Fighting Covid the scientific and humanitarian way

Two days ago I got an urgent SOS asking me if I knew any Covid-recovered patient as a colleague’s relative down with the coronavirus needed a plasma donor. He needed to undergo the convalescent plasma therapy to build his immunity to fight the virus. The need was urgent, for the patient had already spent over […]

by Priya Sahgal - July 5, 2020, 12:20 am

Two days ago I got an urgent SOS asking me if I knew any Covid-recovered patient as a colleague’s relative down with the coronavirus needed a plasma donor. He needed to undergo the convalescent plasma therapy to build his immunity to fight the virus. The need was urgent, for the patient had already spent over ten days on the ventilator. The plasma therapy uses the antibodies from the blood of a cured patient to treat a current patient. 

Messages were put out on social media from Twitter, Facebook and WhatsApp and we were soon directed to Doondh. com, a website designed by two Delhi boys to help people in exactly this kind of a situation. The idea behind this website is simple: It asks Covid-recovered patients to register if they are keen to become a donor. Patients requiring the plasma therapy too can log on with their details, and what the website does is to match the two depending on blood groups, locations, etc. As the web page explains: “We know what it feels like when a loved one is in the hospital with Covid-19. We know the gut-wrenching feeling you get when the docs tell you that plasma therapy is needed and the helplessness when they inform you that they don’t have enough in the hospital and you will have to find some.” Apparently one of the website’s founders Adwitiya Mal went through a similar experience sourcing plasma for his father-in-law, and it was after this that he got together with his childhood friend, Mukul Pahwa, to start this initiative. An investment of Rs 2.27 lakh got this website going mid-June. 

Such gestures are truly to be applauded for they engulf each one of us as part of one family fighting Covid together. These two are not the only ones, for queries on WhatsApp brought back an entire list of donors that’s out on Instagram of Covid-recovered patients, and others helping organise donors working at individual levels. Gestures like these, in times such as this, reaffirm one’s faith in humanity, especially when one has also heard stories of how doctors, nurses, pilots and air hostesses were being banned from their colonies for fear of carrying the infection. 

 Those who want to donate plasma need to be at least 28 days (some hospitals are okay with 14 days and two negative tests) recovered before they can donate. Then came another catch. Even though as many as four donors came forward, their blood did not have the requisite antibodies. Informal chats with doctors claim that in order to donate plasma, the titer of antibodies present has to be high. And so not every recovered patient can be a donor. Moreover, there is a much more worrying research coming in from Beijing. A paper published by the Chongging Medical University on 19 June, now claims that there could be a sharp decline in the presence of antibodies as early as two to three months after recovery. Where does this leave the immunity-building theory? 

 Clearly this is a virus that will take all our combined grit, scientific temper and humanitarian outreach to combat.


**What this task involves:**
Set down the line containing "Describe the element at coordinates (159, 42)" and each line after it through the last line of the records, exactly, leaving pictures out.

==== Material provided

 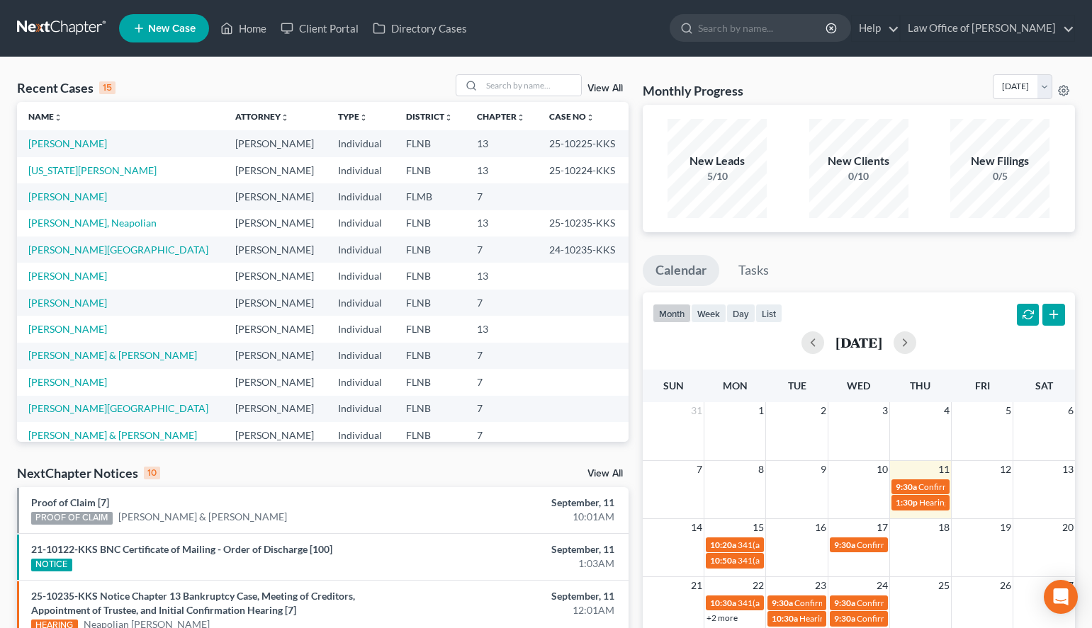 I want to click on a: Tasks, so click(x=753, y=271).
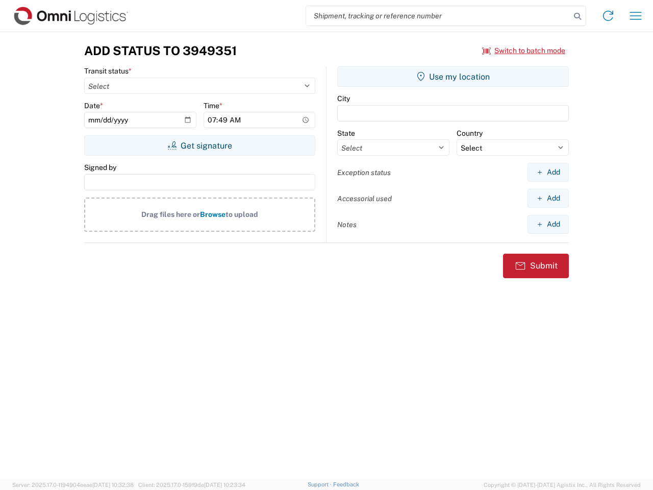 This screenshot has height=490, width=653. Describe the element at coordinates (242, 214) in the screenshot. I see `span: to upload` at that location.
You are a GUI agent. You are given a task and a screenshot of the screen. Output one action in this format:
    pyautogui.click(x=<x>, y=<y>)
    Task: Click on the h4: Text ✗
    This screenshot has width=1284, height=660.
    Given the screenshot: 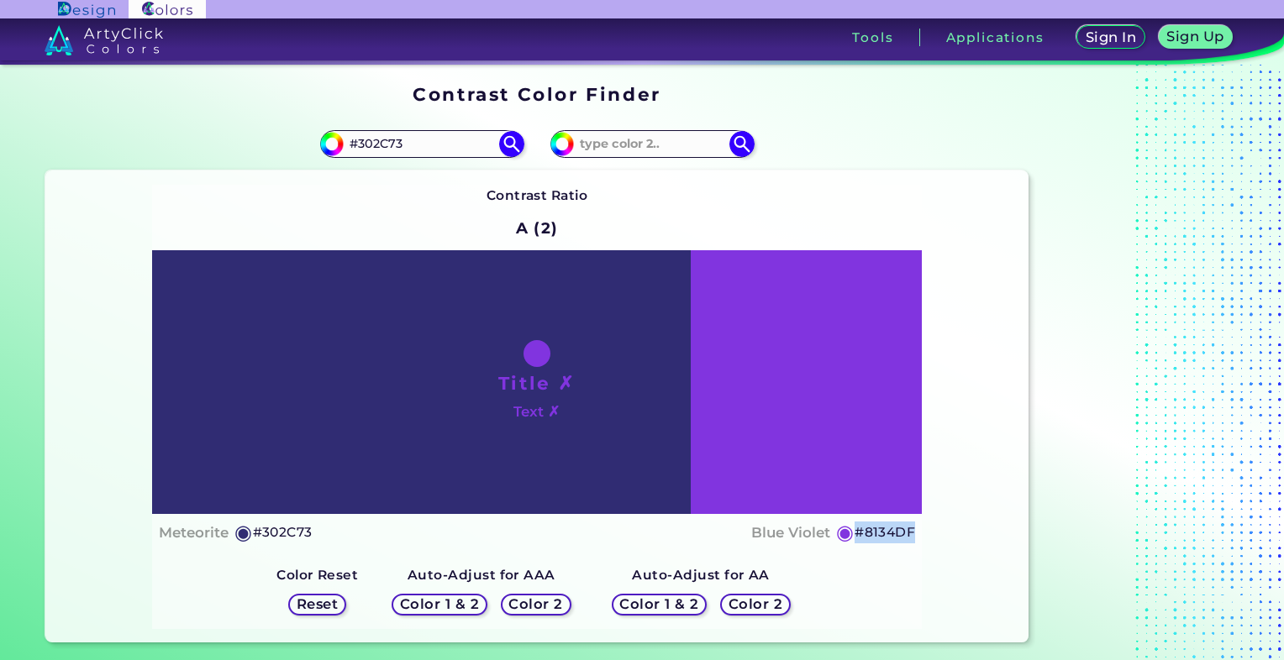 What is the action you would take?
    pyautogui.click(x=536, y=412)
    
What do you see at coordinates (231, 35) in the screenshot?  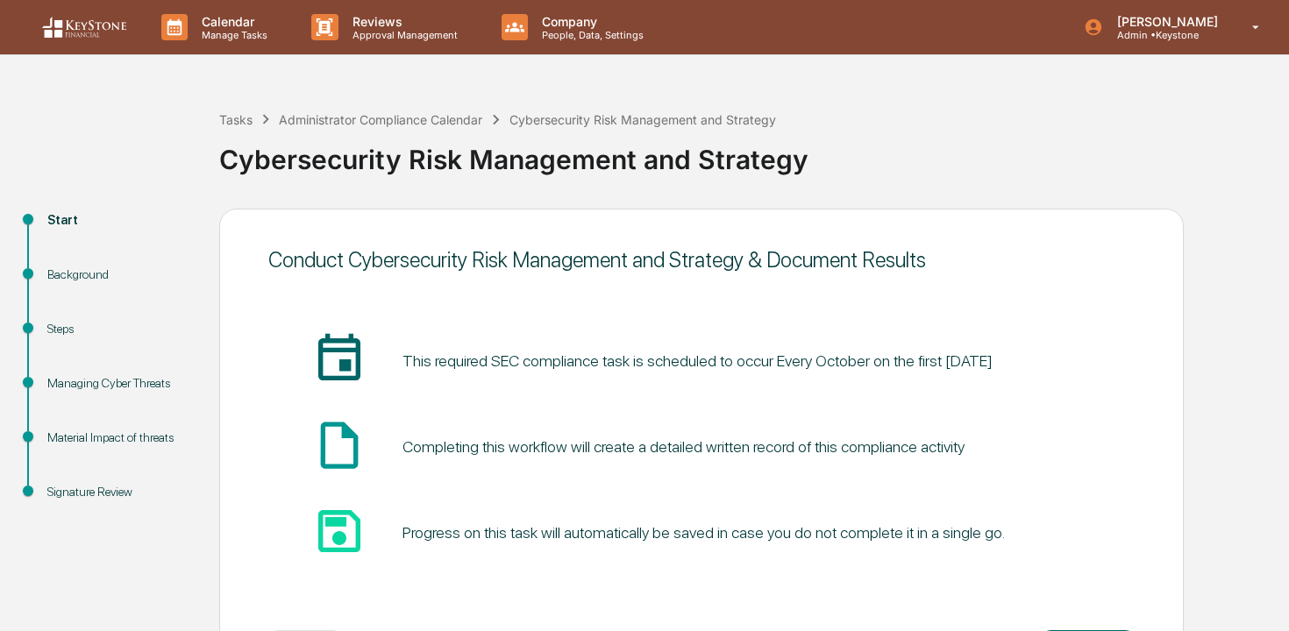 I see `p: Manage Tasks` at bounding box center [231, 35].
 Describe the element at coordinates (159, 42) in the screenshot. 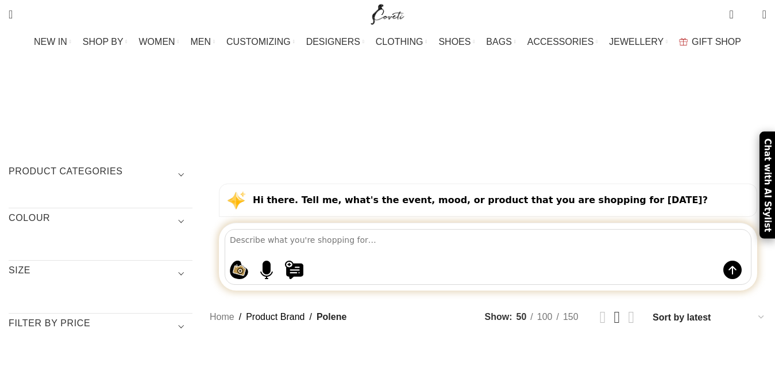

I see `a: WOMEN` at that location.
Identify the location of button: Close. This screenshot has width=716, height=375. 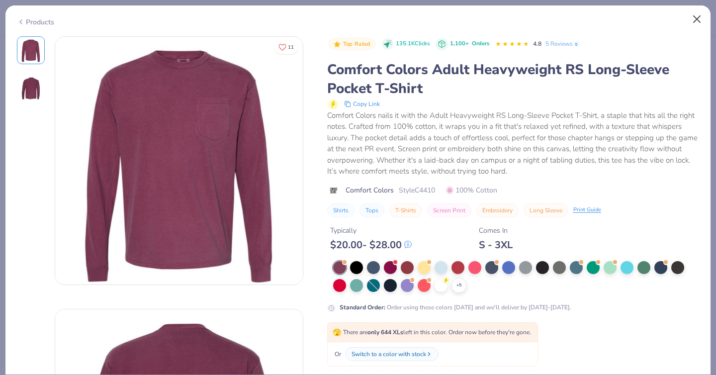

========

**Task result:**
 Describe the element at coordinates (159, 42) in the screenshot. 

I see `a: WOMEN` at that location.
Identify the location of button: Close. This screenshot has width=716, height=375. 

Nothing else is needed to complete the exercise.